Marie Lezowski, a researcher in modern history at the University of Angers, receives support from the Alliance Europa Institute for European and Global Studies for her project from 2017 to 2021.
General hypothesis of the research project. From frozen treasures to global circulation: revisiting religious objects
At a time when Europe is faced with the challenge of religious extremism, history sheds useful light on the considerable mobility of confessional identities over the past centuries. A major indication of this mobility is the extensive trafficking of religious objects, which took place within Europe, but also between Europe and the New World: a new field in the world history of modern Europe, “devotional economy” (A. Burkardt) is still largely unexplored.
This project, which includes religious artefacts and small mobile objects known as “devotional objects”, aims to understand the spiritual, social and legal functioning of the circulation of Christian objects, which goes against any fixed conception of borders in Europe. Who were the privileged actors of this circulation, and what was the impact on their point of origin and arrival?
Two complementary approaches: mobility and sacrilegious theft
– Religious objects on the roads: identity vs. mobility: 1/ Exploring experiences of mobility 2/ Following the perpetual expansion of modern Europe towards the New World and the Levant
– Sacred objects and “sacrilegious theft”.
Planned Activities
- The foundation of this research work rests on examining the wide circulation of religious objects around Milan, a choice location to observe the global flows of religious objects in modern Europe. Two main areas of study focus on the exchanges Milan had with the West Indies (the province of Paraguay, for example) and with the Levant (the Holy Land and where Syria currently stands).
Trips to Milan are planned to work with the anticipated sources for each archival repository (first trip in Spring of 2017) - The organisation of a multidisciplinary colloquium on the theme of "The Christian Object on the Roads: self-projection and relationship towards the Other (Europe,
The New World, the Levant), sixteenth-eighteenth centuries", Autumn of 2018 (Angers or Nantes).
Project Leader
TEMOS – CNRS FRE 2015, Universities of Angers, South Brittany, Le Mans
TEMOS – CNRS FRE 2015, Universities of Angers, South Brittany, Le Mans
TEMOS (Times, Worlds, Societies) brings together teacher-researchers and research support staff from the universities of Angers, Southern Brittany, Le Mans and the CNRS.
TEMOS is a two-year research training programme (FRE 2015), with sixty full members and as many doctoral students working on the four periods of history, from antiquity to the very present day (sections 32 and 33 of the CoNRS). Their research focuses on various human organisations and geographical areas conducive to international cooperation; their subjects are multi-disciplinary, resulting in numerous collaborations with other disciplines: literature, law, political science, geography, life sciences, medicine, environment.
https://temos.cnrs.fr/
University of Angers
The University of Angers offers master courses in law, economics and management and contributes to the research areas of the Institute for European and Global Studies.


(WHAT THE TASK ASKS) Report all lines of the data below that hold the word "iframe".

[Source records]
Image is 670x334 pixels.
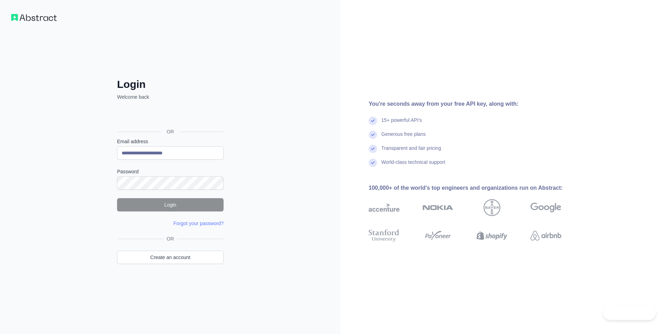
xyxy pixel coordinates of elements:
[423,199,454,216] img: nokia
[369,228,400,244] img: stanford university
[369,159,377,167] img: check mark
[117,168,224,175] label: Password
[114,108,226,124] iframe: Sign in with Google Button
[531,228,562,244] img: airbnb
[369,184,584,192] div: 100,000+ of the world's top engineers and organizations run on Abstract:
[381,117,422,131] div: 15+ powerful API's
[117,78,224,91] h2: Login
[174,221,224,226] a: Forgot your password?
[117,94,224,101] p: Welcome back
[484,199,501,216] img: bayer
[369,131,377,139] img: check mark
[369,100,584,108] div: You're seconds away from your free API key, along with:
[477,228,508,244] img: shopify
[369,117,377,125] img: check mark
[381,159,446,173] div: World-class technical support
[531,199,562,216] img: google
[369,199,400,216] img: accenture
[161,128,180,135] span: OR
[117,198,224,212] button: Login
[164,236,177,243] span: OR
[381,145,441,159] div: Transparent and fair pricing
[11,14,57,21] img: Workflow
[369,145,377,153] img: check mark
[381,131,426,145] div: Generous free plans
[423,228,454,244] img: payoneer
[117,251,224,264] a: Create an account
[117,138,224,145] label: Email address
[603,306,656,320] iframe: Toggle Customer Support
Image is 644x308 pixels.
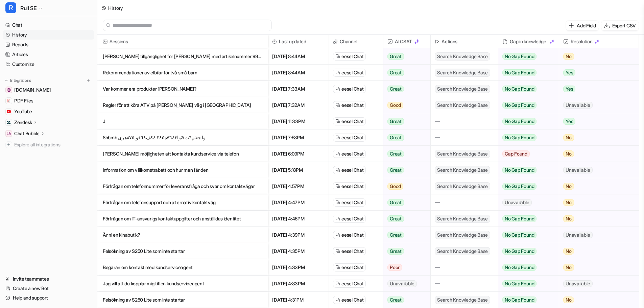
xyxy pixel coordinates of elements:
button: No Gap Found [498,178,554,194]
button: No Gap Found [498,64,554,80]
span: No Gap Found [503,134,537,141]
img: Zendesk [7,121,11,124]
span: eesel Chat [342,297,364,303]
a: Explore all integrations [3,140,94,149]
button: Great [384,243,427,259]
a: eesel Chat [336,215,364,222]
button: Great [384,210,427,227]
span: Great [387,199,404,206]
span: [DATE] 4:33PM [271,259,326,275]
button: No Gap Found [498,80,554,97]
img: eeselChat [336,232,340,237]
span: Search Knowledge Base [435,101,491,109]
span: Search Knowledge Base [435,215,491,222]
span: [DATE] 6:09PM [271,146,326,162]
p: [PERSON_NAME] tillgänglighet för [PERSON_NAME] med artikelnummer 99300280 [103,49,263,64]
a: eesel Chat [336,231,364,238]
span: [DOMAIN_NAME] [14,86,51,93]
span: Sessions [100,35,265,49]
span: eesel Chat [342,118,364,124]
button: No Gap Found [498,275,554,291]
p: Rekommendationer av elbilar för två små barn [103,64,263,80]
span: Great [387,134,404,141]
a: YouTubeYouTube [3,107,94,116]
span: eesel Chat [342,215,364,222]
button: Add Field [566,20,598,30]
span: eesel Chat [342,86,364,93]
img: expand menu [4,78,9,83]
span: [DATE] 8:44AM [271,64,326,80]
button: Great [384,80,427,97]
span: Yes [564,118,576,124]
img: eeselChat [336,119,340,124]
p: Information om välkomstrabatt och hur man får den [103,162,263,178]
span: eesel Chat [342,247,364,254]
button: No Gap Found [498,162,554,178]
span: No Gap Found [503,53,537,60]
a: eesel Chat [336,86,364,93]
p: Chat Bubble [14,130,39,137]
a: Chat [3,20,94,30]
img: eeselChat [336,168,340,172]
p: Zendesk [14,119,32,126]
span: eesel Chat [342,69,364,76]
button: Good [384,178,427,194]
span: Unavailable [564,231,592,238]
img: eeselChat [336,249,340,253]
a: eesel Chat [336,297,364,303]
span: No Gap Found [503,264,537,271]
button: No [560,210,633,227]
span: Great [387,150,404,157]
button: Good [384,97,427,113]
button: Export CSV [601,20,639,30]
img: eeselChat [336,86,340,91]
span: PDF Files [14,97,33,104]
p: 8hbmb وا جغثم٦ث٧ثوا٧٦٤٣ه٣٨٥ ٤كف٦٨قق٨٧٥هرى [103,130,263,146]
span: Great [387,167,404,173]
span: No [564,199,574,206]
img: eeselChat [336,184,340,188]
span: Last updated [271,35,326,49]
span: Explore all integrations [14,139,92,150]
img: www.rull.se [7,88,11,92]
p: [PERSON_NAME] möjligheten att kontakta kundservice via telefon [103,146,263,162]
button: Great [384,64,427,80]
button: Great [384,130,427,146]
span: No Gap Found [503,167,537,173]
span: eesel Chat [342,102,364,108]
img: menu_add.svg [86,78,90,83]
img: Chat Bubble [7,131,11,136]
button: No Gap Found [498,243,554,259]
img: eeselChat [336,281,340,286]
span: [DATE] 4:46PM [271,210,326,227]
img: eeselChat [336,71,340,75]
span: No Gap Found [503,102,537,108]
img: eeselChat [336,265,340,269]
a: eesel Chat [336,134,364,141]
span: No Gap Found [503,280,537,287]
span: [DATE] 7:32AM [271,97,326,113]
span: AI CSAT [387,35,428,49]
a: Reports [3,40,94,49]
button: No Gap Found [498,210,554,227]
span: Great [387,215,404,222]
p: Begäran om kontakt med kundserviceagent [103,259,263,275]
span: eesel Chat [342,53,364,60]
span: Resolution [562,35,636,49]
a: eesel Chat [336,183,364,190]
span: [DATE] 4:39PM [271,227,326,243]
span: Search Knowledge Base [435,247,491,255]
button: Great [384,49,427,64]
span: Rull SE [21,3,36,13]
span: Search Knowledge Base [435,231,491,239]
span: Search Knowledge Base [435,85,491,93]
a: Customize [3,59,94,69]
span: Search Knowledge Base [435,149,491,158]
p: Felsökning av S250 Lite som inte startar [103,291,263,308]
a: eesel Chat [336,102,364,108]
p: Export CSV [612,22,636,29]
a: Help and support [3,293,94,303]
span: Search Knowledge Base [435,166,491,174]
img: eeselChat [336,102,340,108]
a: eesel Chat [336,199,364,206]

(SOLUTION TO THIS EXERCISE)
[114,108,226,124] iframe: Sign in with Google Button
[603,306,656,320] iframe: Toggle Customer Support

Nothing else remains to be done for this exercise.